There is a lot about American life which more or less demands faith. I order something online: I give my credit card number and my credit card company has faith I'll pay them and I have faith the item will be sent. I order furniture, pay for it, wholly or in part, and await its delivery. I have faith the merchant will send the rug. He has faith the credit card company will pay him. The credit card company has faith I will pay them.

Oh, of course, there are legal remedies for breach of faith, but the only people who win there are the lawyers.



So we do a lot on faith, every day, in this country.

When Donald Trump won in 2016, I was sure in some part of my soul, that the big fix was in, that he had stolen the election with computers.

When he lost in 2020, Trumpists were sure of the big steal.

Now, we have Trumplings routinely running for office saying, right out of the gates, if they do not win, they will not accept the results, because, surely nobody but them can win any election. And any vote against them is by definition, fraudulent. It's all part of the "Big Steal."



Even during the Civil War, in 1864, there was an election by secret ballot. In some cases soldiers could vote from the battlefield, but some states required they return home to vote, which must have caused all sorts of problems, but they did and they gave Lincoln the election. But the vote was not dismissed as a big lie. Americans, in the midst of a Civil War, when all sorts of basic notions were questioned, accepted the results as the true reflection of the voters.

But do we have a republic any more, even now, before the midterms, if half the electorate accepts the premise that no vote is trustworthy, that the Democrats will cheat and steal any election?



Mad Dog would have to answer, tentatively, "No."

Which is to say, we have already lost our republic; we just haven't realized it yet. 

That lover who just went out the door will never come back. You think, "Oh, we've broken up before. She'll be back." But no, not this time. What we had is truly, sincerely, seriously dead.




Lincoln said the Civil War was about slavery, of course, but even beyond  that crucial issue was a more fundamental problem: the war tested whether any government "of the people, by the people, for the people" could continue to exist or would perish from the earth. 
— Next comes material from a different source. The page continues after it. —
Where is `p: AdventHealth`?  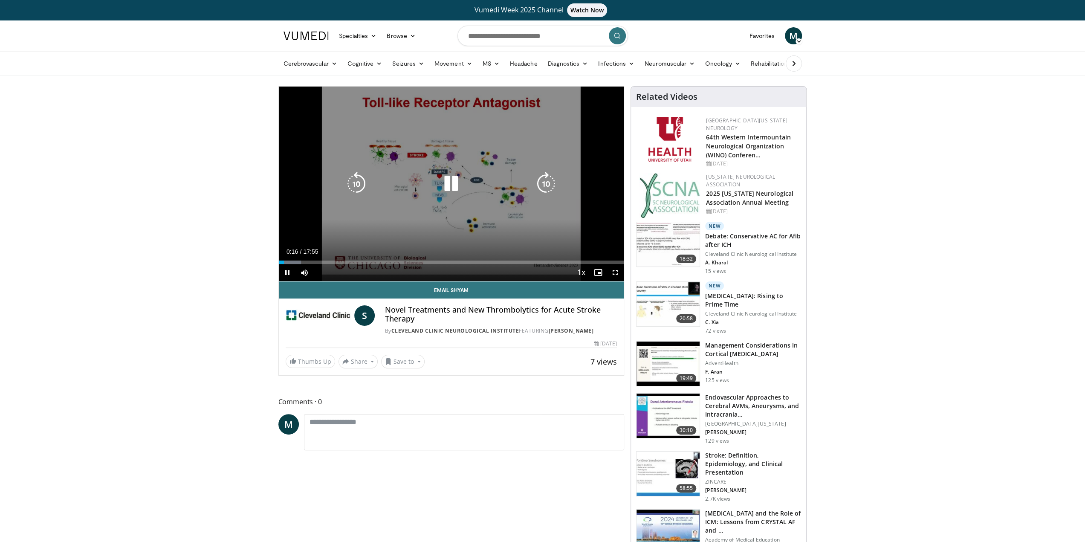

America was the first republic since Rome.  Monarchists said people could not govern themselves, that the people needed a powerful leader to keep order and guide governance. The Civil War ended and the American Experiment seemed to have been saved. 
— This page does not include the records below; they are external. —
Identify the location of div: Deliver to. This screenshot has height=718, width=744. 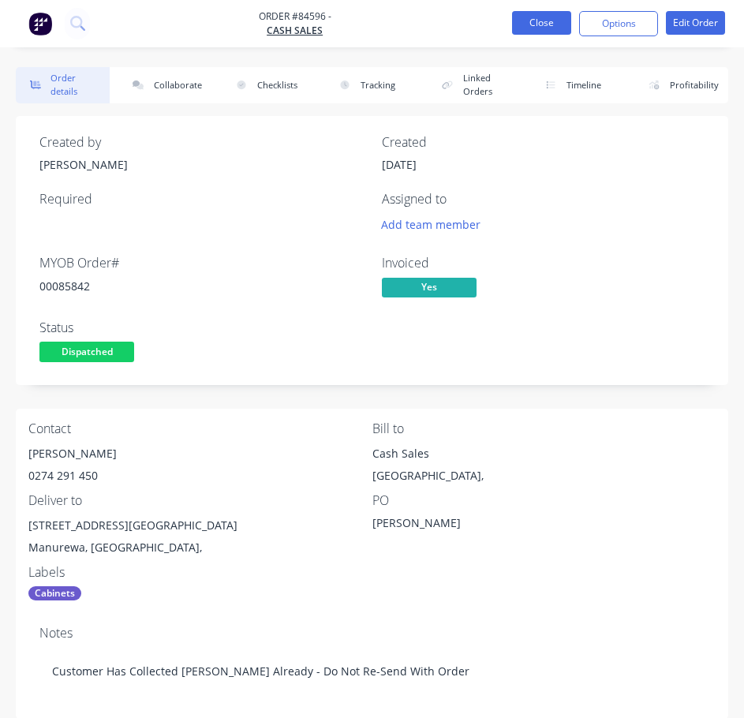
(200, 500).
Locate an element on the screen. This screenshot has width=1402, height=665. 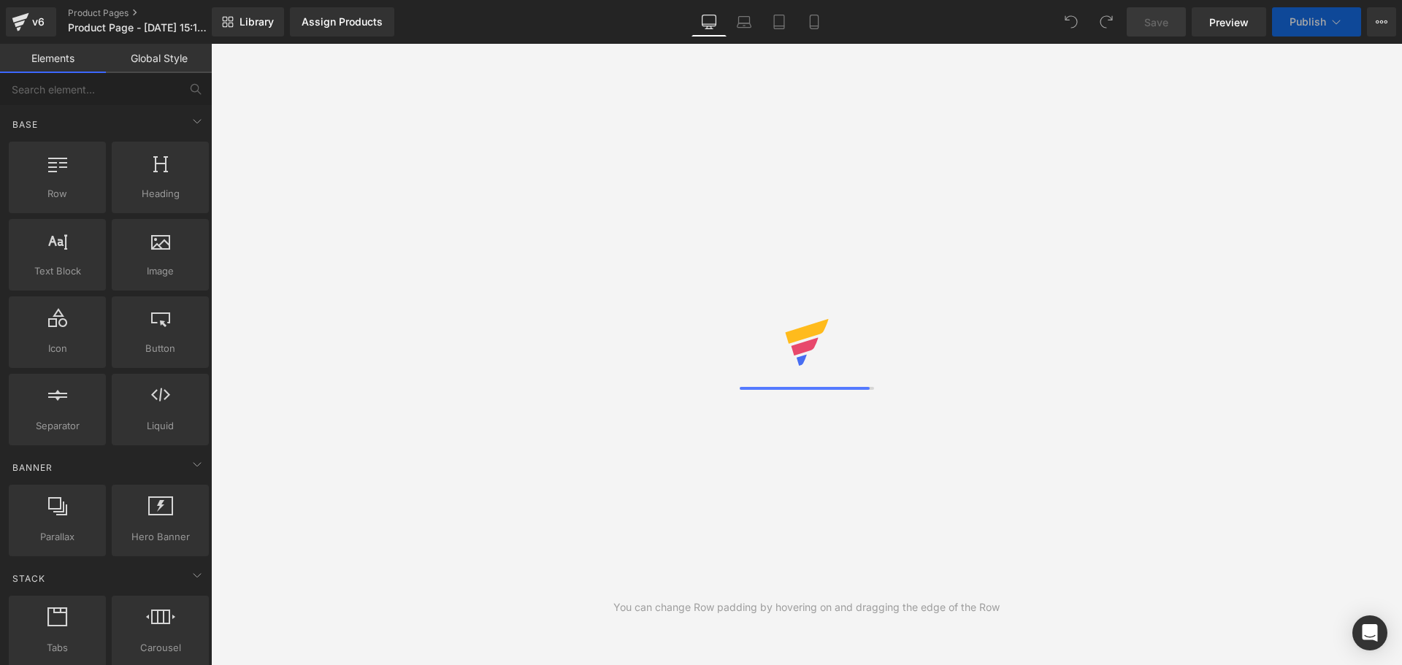
span: Icon is located at coordinates (57, 348).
But, always, lurking there, were the words enshrined in the musical, "Hamilton" from King George III: "You'll be back." Which is to say, people cannot govern themselves. They'll fall to fighting amongst themselves. They'll clamor for a king eventually.



We thought he had proved King George wrong, but nothing on earth is fixed and beyond the winds of change. The 231 years of the American experiment has been a remarkable, if brief,  run, an interregnum. For 1,000 years before America there was no democracy or republic of any significance and democracies have often failed--as the Weimar Republic in Germany did. America has been the exception.
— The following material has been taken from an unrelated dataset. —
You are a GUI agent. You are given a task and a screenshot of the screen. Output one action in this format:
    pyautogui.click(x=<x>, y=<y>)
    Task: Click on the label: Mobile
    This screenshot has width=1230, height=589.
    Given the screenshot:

And one might argue the only reason the American republic lasted as long as it did was because it was a fake democracy, denying power to any racial group but whites, ensuring that only an upper crust of society actually had control of the economy and the political structure. It was a democracy of inequality, where the powerful subjugated the less powerful. So it was a monarchy without an anointed king. It still had a ruling class.




But now the barbarians are inside the city. They are not at the gates. They are among us. They are the losers in this inequitable society, the Sarah Palins, the resentful throngs who mob Trump rallies, the folks for whom no evidence is ever needed, only faith, only the statement: The election was stolen, no proof required. They believe they are as smart and worthy as any of the Soros class who rule them, but they have been cheated and that's why they lost the game and live in trailer parks, or have no better options than the Army or the police and most other options are a lot worse than that. 



The Republic is dead. Long live President-for-life Trump, and then, his successor, his Brutus,  DeSantis.